Enjoyment of his little trick flickered over his face.
Then he turned to Giovanni and went on more seriously, “That silent practice is usually enough for me nowadays. But when I was your age I practise in a different manner altogether, from sunrise to sunset, with both my hands and all my strength—and the stick of my father across my shoulders! My thin carcase was the fiddle on which he practise! It was die, or be the greatest of all the fiddlers. Well, I do not die, though I come near to it—when I was quite small I was wrapped in my shroud to be put in the grave—but I work till my bones nearly come through my skin. I have lessons from some great teachers, but mostly I teach myself. I experiment, I investigate, I play tricks with the fiddle. The great teachers they treat the violin as if she were a Madonna in some dark church. You must do this and so, never that way. You are careful with your bow, and you tune your first string at E, and then you go down the steps to A, and then D, and land safely at G”—Paganini sang the intervals in a queer croaking voice—“and you keep most carefully to all you ought to do, and it is most safe and pretty. But I,” he flung out one arm in a violent gesture, “I do quite other things, I tune my strings as suits me, and if one string breaks I play on three, and if two break I still have two left, and if they all break, why then I would play on a hair from my head! I make my violin not one instrument but many. She is a harp, a flute, an oboe. I fly up the harmonics right into the air, where no fiddler has flown before. They are not notes, they are a dream!”
He was suddenly silent, his enormous eyes in their cavernous sockets staring out of the window. Giovanni hardly dared breathe. After a minute Paganini turned to him and laid the Guarnerius gently on his knee.
“A violin is a mystery,” he said, “Look at it andMYSTERY OF A FIDDLE always remember that—think of that as you play your scales and arpeggios which are the staircase to the stars. Out of that little shell of wood you can draw anything, into it you can pour everything. The human hand and mind have never invented another instrument like the fiddle and never will. It grows to you like your own bones, I would as soon lose my hands as this Guarnerius. It was given to me years past by a generous friend at Leghorn. I had been forced to pawn my Stradivarius—which I had won by playing at sight a concerto considered monstrously difficult—so this lovely Guarnerius was loaned to me, and when the owner had heard me play upon it tears streamed from his eyes, and he said ‘You shall keep it. Never again will I profane the strings that have known your fingers. It is to you and not to me that my violin belongs.’ As he wept to give so I wept to receive, for I knew the sacrifice, but I could do no other than accept—when my fingers went round her neck, when my bow fell on her strings, I knew my Josef del Gésu and I were born for each other!”

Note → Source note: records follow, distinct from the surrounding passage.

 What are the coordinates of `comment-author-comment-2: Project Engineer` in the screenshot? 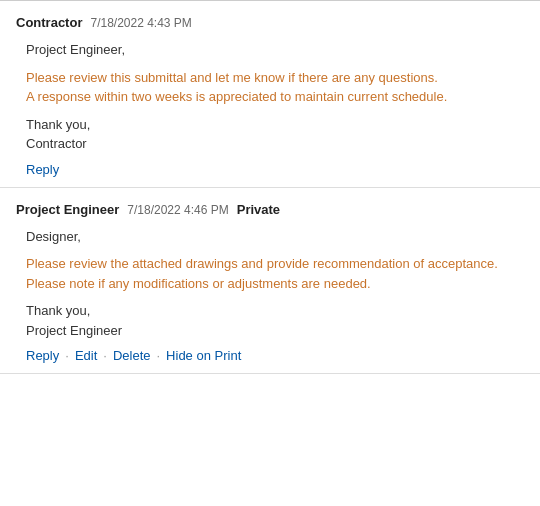 It's located at (68, 210).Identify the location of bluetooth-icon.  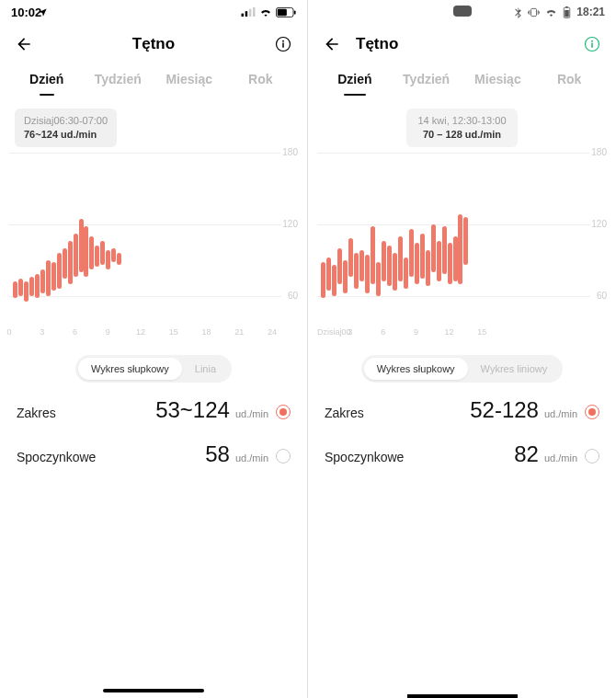
(519, 13).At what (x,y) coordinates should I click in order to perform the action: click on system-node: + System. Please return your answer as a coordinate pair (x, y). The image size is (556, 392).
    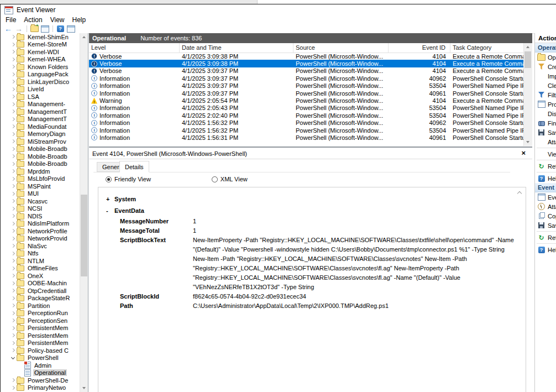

Paganini at times would talk like this to Giovanni, telling the boy of his own strange childhood, expressing his feelings and ideas with simplicity and kindness. At other times he would utter hardly a word except to complain that his throat hurt him and his mind was a desert. He would not talk and he would not teach, and Giovanni had to do his practising well out of his master’s hearing. Leave it undone he neither dared nor desired, for at any moment Paganini might come out of his dark mood and demand from him transcendent efforts and achievements. In adjusting himself to Paganini, in watching and waiting upon him, in realising that life could be very strange and broken and uncertain, Giovanni rapidly grew to a wisdom beyond his years. He adored Paganini and was sorry for him. He knew him for an unhappy, almost a haunted, man, though what was the cause of the sorrow he had no knowledge.